[ENTRIES PROVIDED Boundary: Start]

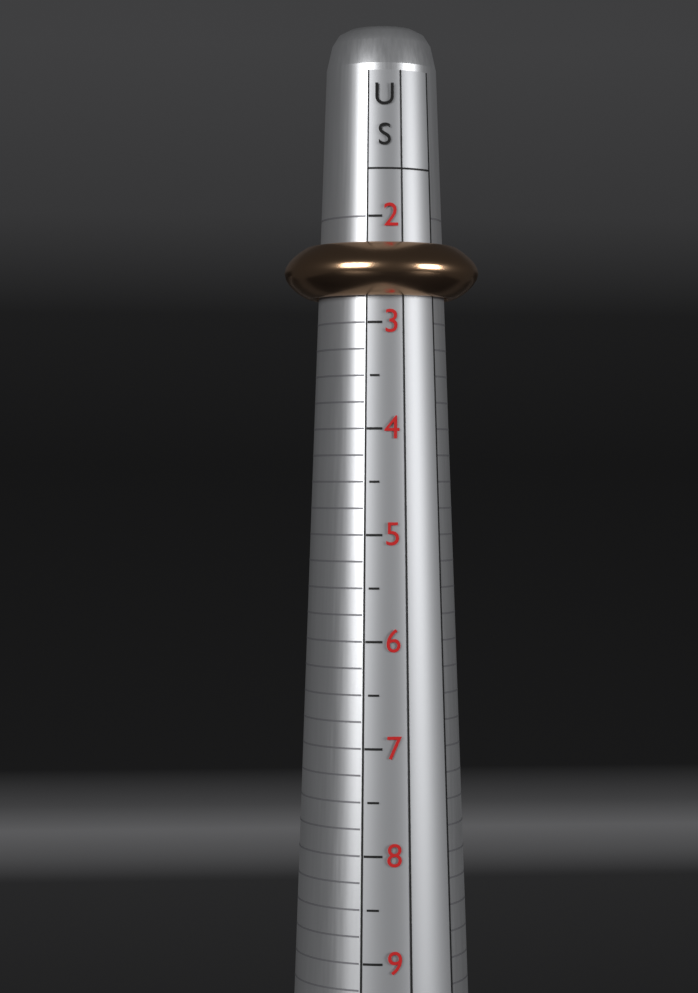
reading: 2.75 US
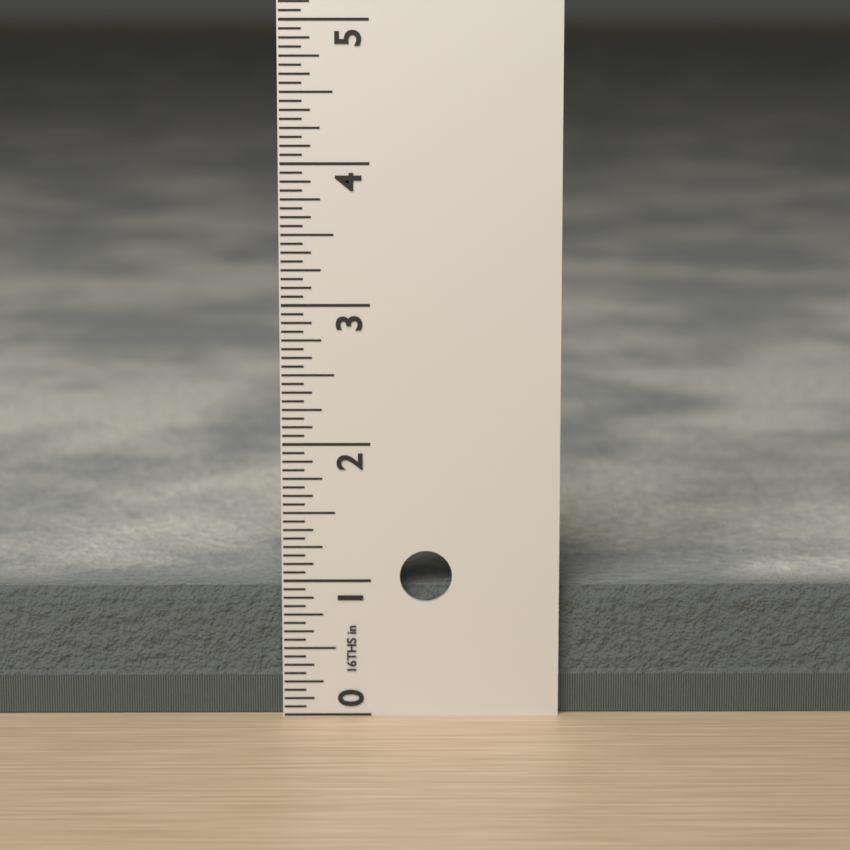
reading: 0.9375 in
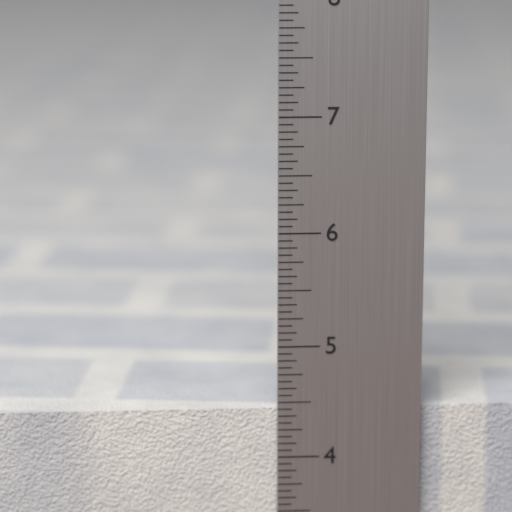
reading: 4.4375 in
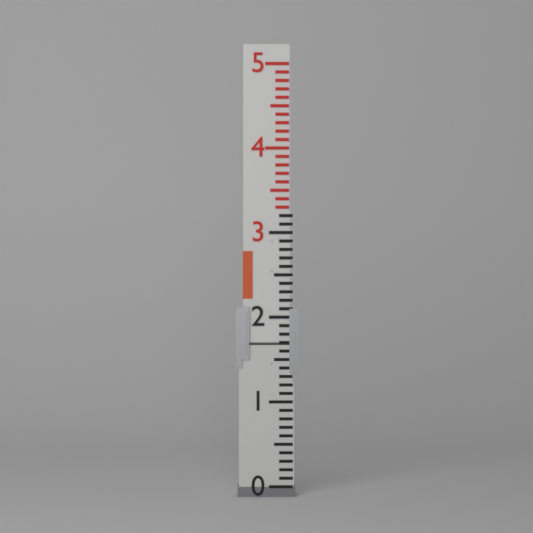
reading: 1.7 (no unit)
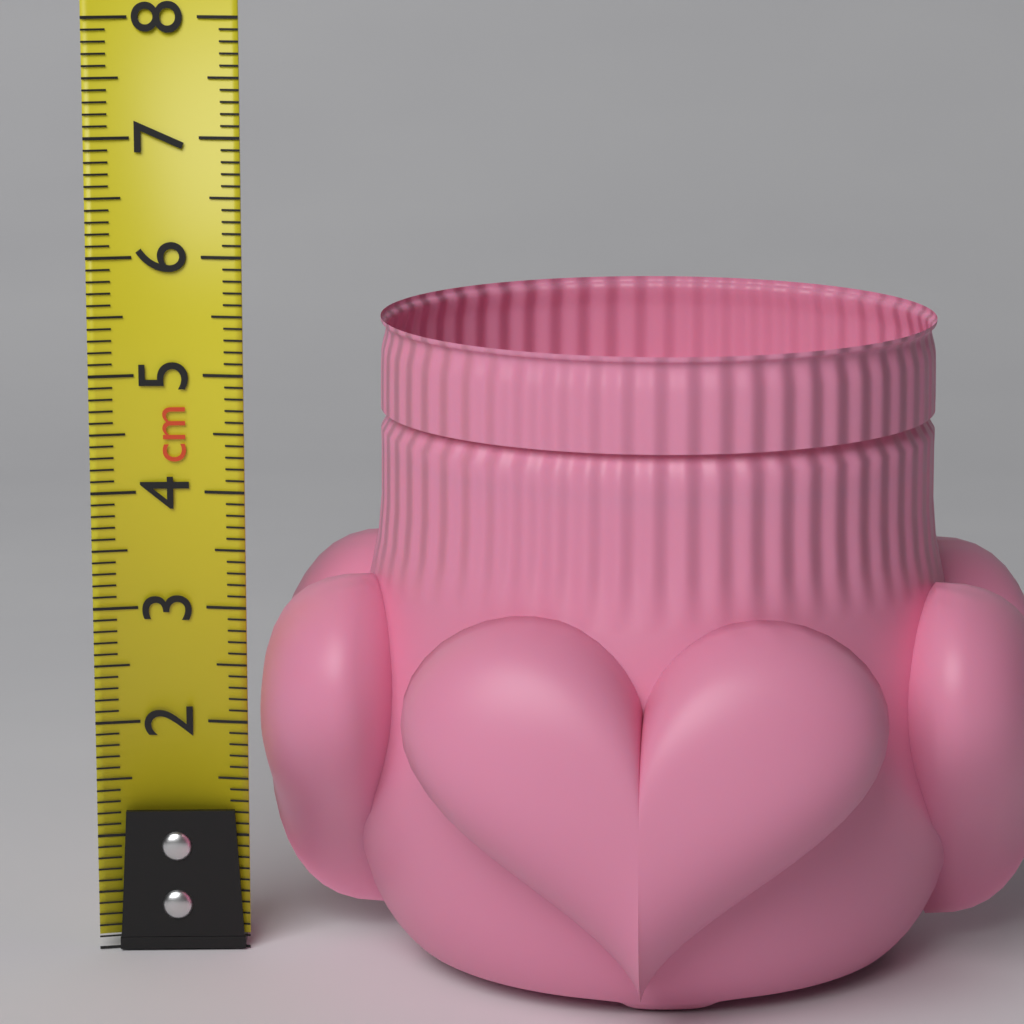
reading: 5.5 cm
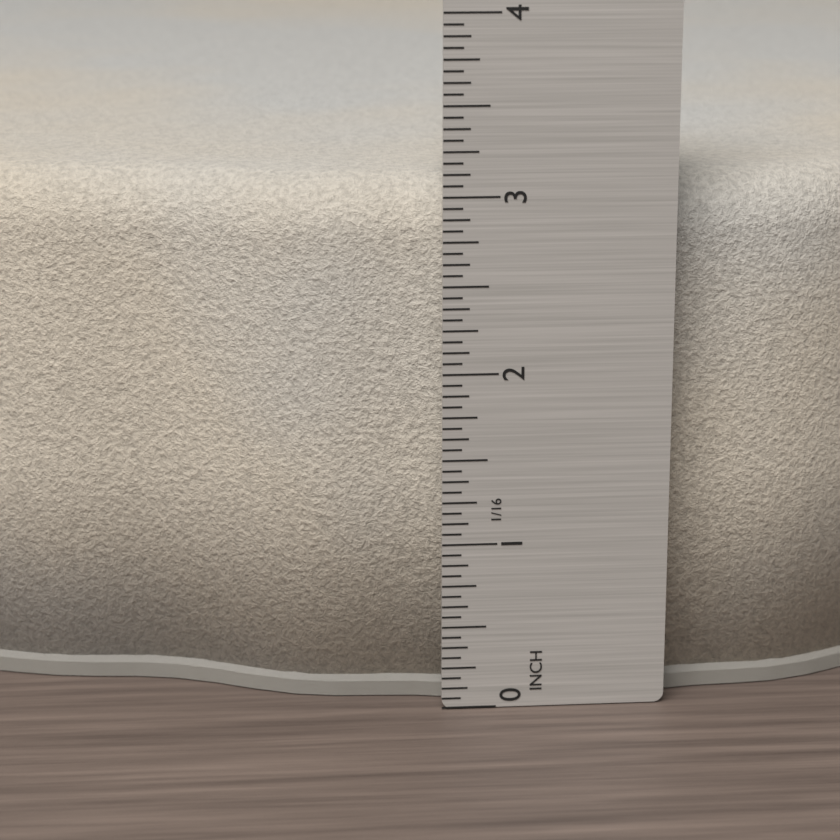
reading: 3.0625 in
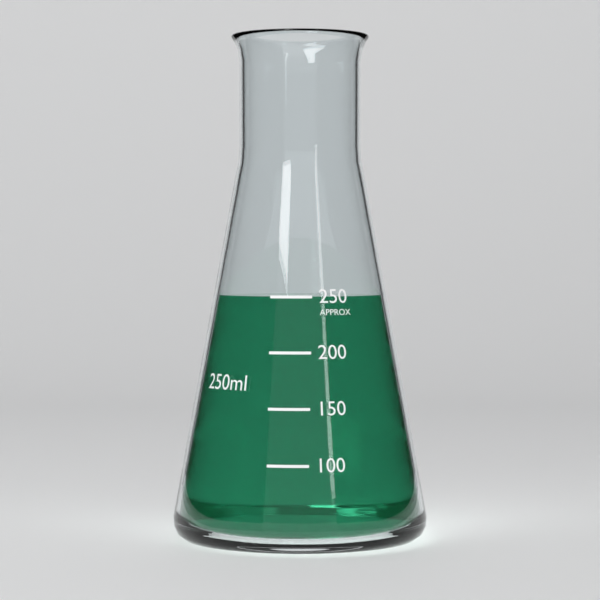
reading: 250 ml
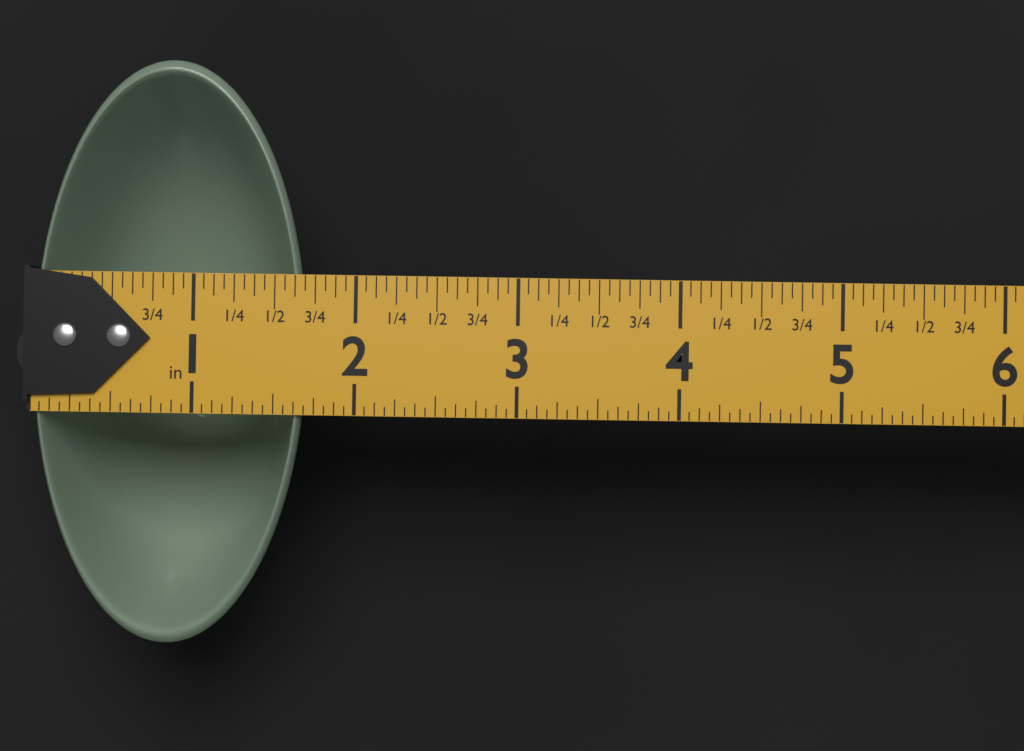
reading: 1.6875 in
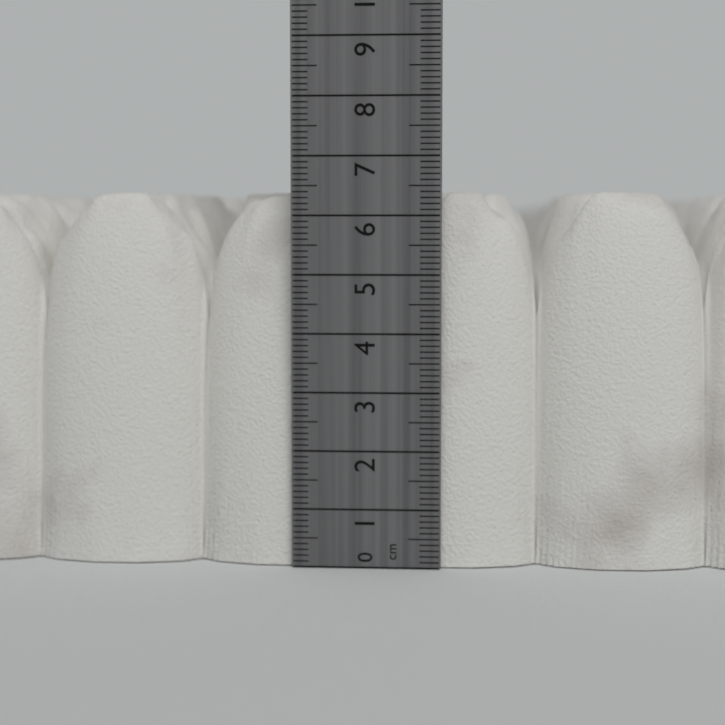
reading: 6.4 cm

[ENTRIES PROVIDED Boundary: End]

◆ EXERCISE OBJECTIVE:
The result should be the full set of entries above, restated exactly and without images.

◆ EXERCISE OUTPUT:
reading: 2.75 US
reading: 0.9375 in
reading: 4.4375 in
reading: 1.7 (no unit)
reading: 5.5 cm
reading: 3.0625 in
reading: 250 ml
reading: 1.6875 in
reading: 6.4 cm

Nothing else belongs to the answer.